Will the U.K. Face a Winter Covid Surge?
I’m slightly surprised to be writing this post as to my mind the answer is obvious – of course the U.K. will face a winter Covid surge. It’s winter. That’s what happens in winter; the dominant respiratory virus surges and, most years, taxes the capacity of the health service. The only question is how big it will be – unusually large like 2020-21, or unusually small like 2019-2020 before Covid hit? It’s worth remembering that more people died in England and Wales per head of population in 2008 (once adjusted for age etc.) and every year prior to it than died in 2020 or 2021, many of them succumbing during the winter flu season, as the chart below from the Institute and Faculty of Actuaries shows. In other words, there’s a winter surge in deaths-by-virus every year, and I see no reason why 2021-22 will be any different.

As I see it, the only realistic way there would not be a Covid surge on some scale is if another influenza-like virus takes over, which seems unlikely right now as flu is almost nowhere to be seen.
Nonetheless, I am writing this post, and that’s because some people seem to think that this year it’s not going to happen. Dr Sebastian Rushworth argues that places hit hard already, such as Sweden, New York and Lombardy, have developed enough immunity to avoid “another big wave” altogether. Andrew Lilico in the Telegraph maintains that owing to “infection saturation” and vaccine third doses, “for us, the Covid crisis is over”. Even the usual doom-mongers at SAGE are predicting a decline in hospitalisations and deaths in December, according to new modelling released on Friday. A decline in flu-like hospitalisations and deaths in December? Whoever heard of such a thing?

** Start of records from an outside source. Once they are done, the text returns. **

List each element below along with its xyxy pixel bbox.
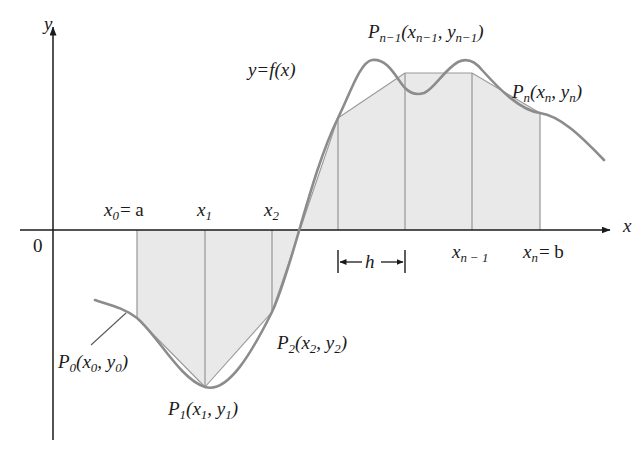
pn-1-coords-open: (x	[401, 21, 416, 42]
pn-1-coords-x-index: n−1	[416, 30, 438, 45]
point-label-pn: Pn(xn, yn)	[512, 82, 582, 105]
point-label-p0: P0(x0, y0)	[58, 352, 128, 375]
tick-label-x1: x1	[197, 200, 212, 223]
p0-coords-open: (x	[76, 351, 91, 372]
tick-label-xn-1: xn − 1	[452, 242, 489, 265]
p0-leader-line	[91, 313, 126, 345]
tick-xn-equals-b: = b	[538, 241, 565, 262]
p0-coords-close: )	[122, 351, 128, 372]
tick-x0-equals-a: = a	[119, 199, 145, 220]
p2-coords-open: (x	[295, 332, 310, 353]
p1-coords-close: )	[232, 398, 238, 419]
p1-letter: P	[168, 398, 180, 419]
pn-1-index: n−1	[380, 30, 402, 45]
trapezoidal-rule-figure: y x 0 y=f(x) x0= a x1 x2 xn − 1 xn= b h …	[0, 0, 644, 457]
pn-1-coords-y-index: n−1	[456, 30, 478, 45]
point-label-pn-1: Pn−1(xn−1, yn−1)	[368, 22, 484, 45]
p2-letter: P	[277, 332, 289, 353]
pn-coords-close: )	[576, 81, 582, 102]
pn-coords-mid: , y	[551, 81, 569, 102]
p2-coords-mid: , y	[316, 332, 334, 353]
p2-coords-close: )	[341, 332, 347, 353]
p1-coords-mid: , y	[207, 398, 225, 419]
figure-canvas	[0, 0, 644, 457]
tick-x1-index: 1	[205, 208, 211, 223]
pn-letter: P	[512, 81, 524, 102]
x-axis-label: x	[623, 216, 631, 235]
pn-1-coords-close: )	[477, 21, 483, 42]
pn-1-letter: P	[368, 21, 380, 42]
h-width-label: h	[365, 252, 375, 271]
y-axis-label: y	[44, 14, 52, 33]
p0-coords-mid: , y	[97, 351, 115, 372]
tick-label-xn: xn= b	[523, 242, 565, 265]
point-label-p1: P1(x1, y1)	[168, 399, 238, 422]
tick-xn-1-index: n − 1	[460, 250, 488, 265]
curve-equation-arg: (x)	[274, 59, 295, 80]
tick-x0-index: 0	[112, 208, 118, 223]
p0-letter: P	[58, 351, 70, 372]
pn-coords-open: (x	[530, 81, 545, 102]
origin-label: 0	[33, 236, 43, 255]
p1-coords-open: (x	[186, 398, 201, 419]
tick-label-x2: x2	[264, 200, 279, 223]
curve-equation-eq: =	[256, 59, 269, 80]
curve-equation-label: y=f(x)	[248, 60, 296, 79]
tick-label-x0: x0= a	[104, 200, 145, 223]
tick-x2-index: 2	[272, 208, 278, 223]
pn-1-coords-mid: , y	[438, 21, 456, 42]
point-label-p2: P2(x2, y2)	[277, 333, 347, 356]
tick-xn-index: n	[531, 250, 537, 265]
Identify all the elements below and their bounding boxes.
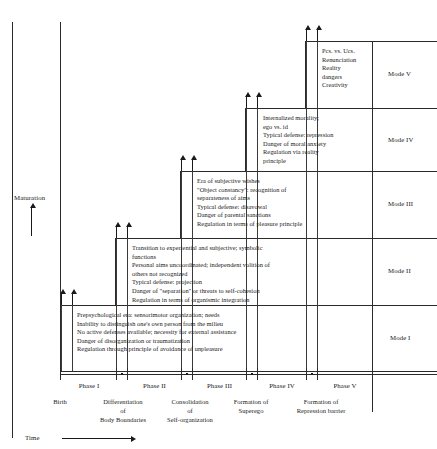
internal-rule-mode1-a	[61, 305, 62, 371]
axis-tick-3a	[246, 368, 247, 380]
axis-marker-2	[186, 373, 188, 375]
time-axis-arrow	[62, 438, 132, 439]
axis-tick-end	[372, 368, 373, 380]
mode-2-description: Transition to experiential and subjectiv…	[132, 244, 314, 304]
mode-3-description: Era of subjective wishes "Object constan…	[197, 177, 347, 229]
mode-5-top-line	[305, 41, 437, 42]
phase-2-label: Phase II	[128, 382, 181, 389]
mode-5-label: Mode V	[388, 70, 411, 77]
event-3-label: Formation of Superego	[215, 397, 287, 415]
axis-tick-3b	[257, 368, 258, 380]
axis-tick-2a	[181, 368, 182, 380]
mode-4-label: Mode IV	[388, 136, 413, 143]
mode-4-description: Internalized morality; ego vs. id Typica…	[263, 114, 375, 166]
internal-rule-mode2-a	[116, 238, 117, 305]
mode-1-label: Mode I	[390, 334, 410, 341]
mode-5-description: Pcs. vs. Ucs. Renunciation Reality dange…	[322, 47, 374, 90]
mode-3-top-line	[180, 171, 437, 172]
phase-1-label: Phase I	[62, 382, 116, 389]
internal-rule-mode3-b	[192, 171, 193, 238]
maturation-axis-arrow	[31, 206, 32, 236]
phase-5-label: Phase V	[318, 382, 372, 389]
phase-3-label: Phase III	[193, 382, 246, 389]
axis-tick-1b	[127, 368, 128, 380]
axis-tick-4a	[306, 368, 307, 380]
y-axis-line	[60, 22, 61, 305]
x-axis-label: Time	[25, 434, 40, 441]
origin-label: Birth	[40, 397, 80, 406]
internal-rule-mode5-a	[306, 41, 307, 108]
mode-2-label: Mode II	[388, 267, 411, 274]
developmental-modes-diagram: Pcs. vs. Ucs. Renunciation Reality dange…	[0, 0, 437, 449]
internal-rule-mode2-b	[127, 238, 128, 305]
axis-tick-1a	[116, 368, 117, 380]
axis-marker-4	[311, 373, 313, 375]
internal-rule-mode5-b	[317, 41, 318, 108]
mode-3-label: Mode III	[388, 200, 413, 207]
axis-marker-3	[251, 373, 253, 375]
mode-4-top-line	[245, 108, 437, 109]
frame-left-border	[12, 22, 13, 438]
internal-rule-mode1-b	[72, 305, 73, 371]
axis-tick-4b	[317, 368, 318, 380]
mode-2-top-line	[115, 238, 437, 239]
internal-rule-mode3-a	[181, 171, 182, 238]
event-4-label: Formation of Repression barrier	[280, 397, 362, 415]
mode-1-description: Prepsychological era: sensorimotor organ…	[77, 311, 269, 354]
internal-rule-mode4-a	[246, 108, 247, 171]
axis-marker-1	[121, 373, 123, 375]
mode-label-column-divider	[372, 41, 373, 412]
y-axis-label: Maturation	[14, 194, 45, 201]
phase-4-label: Phase IV	[258, 382, 306, 389]
axis-tick-birth	[60, 368, 61, 380]
axis-tick-2b	[192, 368, 193, 380]
internal-rule-mode4-b	[257, 108, 258, 171]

I freely admit that the winter surge may, because of acquired immunity, be relatively small in places like the U.K. which have already faced widespread exposure. Perhaps that’s all that Sebastian Rushworth and Andrew Lilico mean, and in which case our positions are not so far apart. But will it really be a non-event, as SAGE at least appears to be implying, so that Covid deaths decline during the winter and don’t put any further pressure on the health service?